Unlike the gamete cells used for reproduction, the white blood cells and those differentiated cells found elsewhere in the human body all contain twenty-three pairs of chromosomes, half provided by each parent. In producing genetic offspring from a cell containing both sets, the trick is to separate each of the twenty-three pairs. Performing this procedure on blood provided by a male would result in one set that would produce a female offspring and one that would produce a male.
Once thawed, Hawthorne removed the tubes from the water bath, placed them in a centrifuge and set the device in motion. The centrifuge quickly spun up to the desired revolutions per minute, generating a centripetal acceleration equivalent to two thousand times the force of Earth’s gravity. Under such a force, the types of particles separated into three distinct layers within the tube—an upper layer of plasma, a lower layer of red blood cells and a thin intermediate layer containing the precious white blood cells.
As the blood samples spun, she began prepping other equipment for extraction and sequencing. As miraculous as her process of augmenting fertility was, she could not boast about her accomplish
ments, and the money she earned went into her business accounts as consultation fees. Her techniques danced around the edges of human cloning and eugenics, racing well beyond the moral and ethical debates of the day. Hawthorne’s elite clientele paid dearly for the privilege of these exclusive services, and discretion on the part of both physician and patient was a necessity. After all, what parent would want their child labeled a Frankenbaby?
For her part, Hawthorne only provided the conception and surrogate implantation for her clandestine clients—the harvesting and pregnancy care were handled elsewhere.
The hum from the centrifuge altered in pitch as the device spun down, its fifteen-minute cycle at an end. Hawthorne removed the first of the sealed tubes and held it up to the light. The fluid inside was distinctly stratified. She removed the top layer of clear fluid with a pipette and discarded it. Next lay the treasure she sought—the thin buffy coat that held the DNA-bearing white blood cells. Barely one percent of the blood sample, the buffy coat floated like a film atop the dense layer of red blood cells.
Hawthorne siphoned off the buffy coat and began the process of DNA extraction. She ruptured the white blood cells by mixing them in a test tube with a lysing agent.

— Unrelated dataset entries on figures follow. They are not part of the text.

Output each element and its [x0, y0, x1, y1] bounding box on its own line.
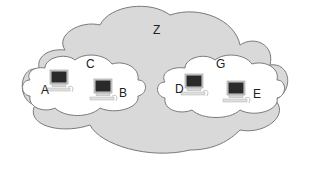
- label-g: G: [216, 58, 225, 70]
- label-a: A: [41, 84, 49, 96]
- label-b: B: [119, 87, 127, 99]
- label-e: E: [253, 88, 261, 100]
- label-z: Z: [153, 24, 160, 36]
- label-c: C: [86, 58, 95, 70]
- label-d: D: [175, 83, 184, 95]
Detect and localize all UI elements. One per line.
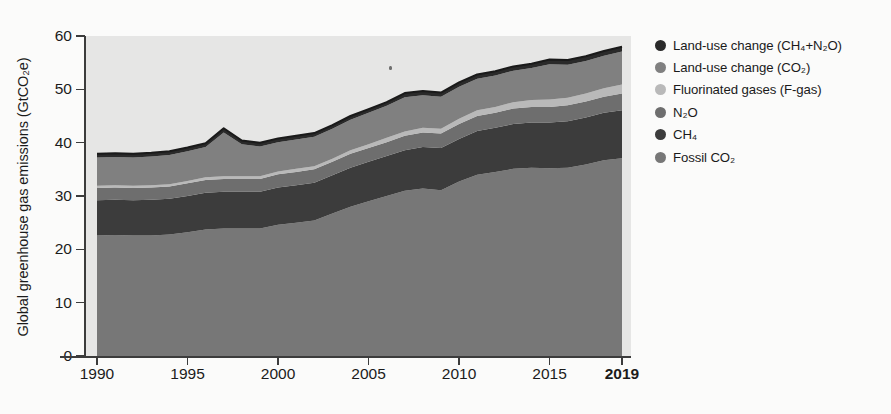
- legend-label: N₂O: [673, 106, 698, 119]
- y-tick-label: 50: [26, 81, 72, 97]
- x-tick-label: 2019: [592, 366, 652, 382]
- x-tick-label: 2000: [248, 366, 308, 382]
- legend-swatch-dot-icon: [655, 152, 666, 163]
- y-tick-label: 20: [26, 241, 72, 257]
- legend-item[interactable]: N₂O: [655, 101, 887, 123]
- x-tick-label: 2015: [520, 366, 580, 382]
- x-tick-mark: [368, 357, 370, 365]
- legend-item[interactable]: Fluorinated gases (F-gas): [655, 79, 887, 101]
- y-tick-label: 40: [26, 135, 72, 151]
- x-tick-label: 1990: [67, 366, 127, 382]
- x-tick-mark: [277, 357, 279, 365]
- legend-label: Land-use change (CO₂): [673, 61, 810, 74]
- x-tick-mark: [187, 357, 189, 365]
- legend-swatch-dot-icon: [655, 40, 666, 51]
- y-tick-label: 10: [26, 295, 72, 311]
- plot-area: [85, 36, 631, 356]
- legend-label: Fossil CO₂: [673, 151, 735, 164]
- x-tick-label: 2010: [429, 366, 489, 382]
- y-tick-label: 60: [26, 28, 72, 44]
- x-tick-label: 1995: [158, 366, 218, 382]
- chart-legend: Land-use change (CH₄+N₂O)Land-use change…: [655, 34, 887, 168]
- chart-figure: Global greenhouse gas emissions (GtCO₂e)…: [0, 0, 891, 414]
- x-axis-line: [60, 356, 631, 358]
- legend-label: Land-use change (CH₄+N₂O): [673, 39, 842, 52]
- x-tick-mark: [621, 357, 623, 365]
- legend-item[interactable]: CH₄: [655, 124, 887, 146]
- legend-label: CH₄: [673, 128, 697, 141]
- x-tick-mark: [96, 357, 98, 365]
- x-tick-mark: [458, 357, 460, 365]
- legend-swatch-dot-icon: [655, 129, 666, 140]
- legend-label: Fluorinated gases (F-gas): [673, 83, 822, 96]
- x-tick-label: 2005: [339, 366, 399, 382]
- x-tick-mark: [549, 357, 551, 365]
- legend-item[interactable]: Land-use change (CO₂): [655, 56, 887, 78]
- y-axis-line: [84, 36, 86, 357]
- scan-speckle-artifact: [389, 66, 392, 70]
- legend-item[interactable]: Fossil CO₂: [655, 146, 887, 168]
- legend-item[interactable]: Land-use change (CH₄+N₂O): [655, 34, 887, 56]
- legend-swatch-dot-icon: [655, 62, 666, 73]
- stacked-area-plot: [85, 36, 631, 356]
- legend-swatch-dot-icon: [655, 84, 666, 95]
- y-tick-label: 30: [26, 188, 72, 204]
- legend-swatch-dot-icon: [655, 107, 666, 118]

Then she ran the fluid through a series of spin and rinse cycles to remove the cellular debris, leaving only the prospective father’s chromosomes suspended in a clear protective fluid.
Left to their own devices, DNA strands twist and coil tightly into tangled bundles. Aside from the tiny Y chromosome, the remaining chromosomes are difficult to identify visually, especially in a sample containing the loose genetic contents of many cells. At this point, Hawthorne moved beyond even the most sophisticated genetic laboratories in the high-speed reading of DNA molecules.
She loaded the DNA sample into a square of clear plastic. Capillary action drew the fluid into the maze-like interior of the device, filling the tiny pathways that had been sealed in a sterile environment under vacuum. Nestled in the center of the testing square was the heart of the device—a tiny chip smaller than the nail of her pinky finger. She gently placed the testing square into a custom-built DNA sequencer and initiated processing.